Across a book of 30 accounts operating below optimal QBR cadence, even one missed project per year per four clients is $280,000 in annual gross profit exposure. It doesn’t show up on a P&L as a line item. It shows up as growth that never happened.


The competitor didn’t know the environment better than Meridian did. They just looked at the whole picture. That’s not a competitive advantage. That’s a data problem with a name.


Why This Pattern Is Structural, Not Accidental


The frustrating part of this scenario — and the reason we saw it consistently enough that it shaped what we built — is that Meridian did nothing wrong by the standards of how most MSPs operate. The tools were in place. The relationship was good. The team was competent. The data was there.
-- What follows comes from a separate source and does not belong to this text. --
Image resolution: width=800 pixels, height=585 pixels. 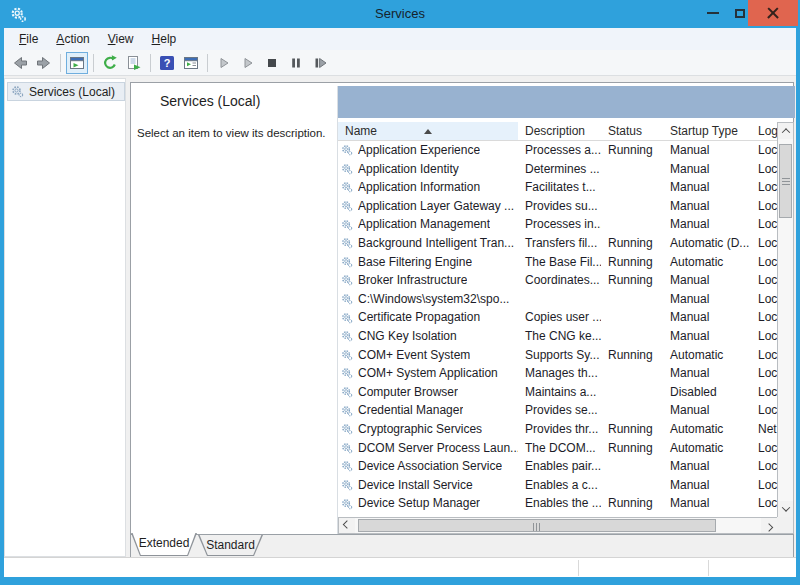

The problem is structural: the systems that hold the most valuable intelligence about a client’s environment were never designed to talk to each other in a way that surfaces the story they’re collectively telling. NinjaRMM doesn’t know what’s in the Teams thread. ConnectWise doesn’t correlate ticket patterns to the licensing note in SharePoint. Nobody’s PSA is going to flag a $40,000 project opportunity from the combination of four signals that each look unremarkable on their own.


That correlation gap is what SKAIA closes. Not by replacing the tools that run the operation, but by sitting across them and doing what no individual system is designed to do: connect the signals into a single, actionable picture before the window closes.


The $40,000 conversation always existed at Lakewood. Meridian had everything they needed to have it. What they didn’t have was a way to see it.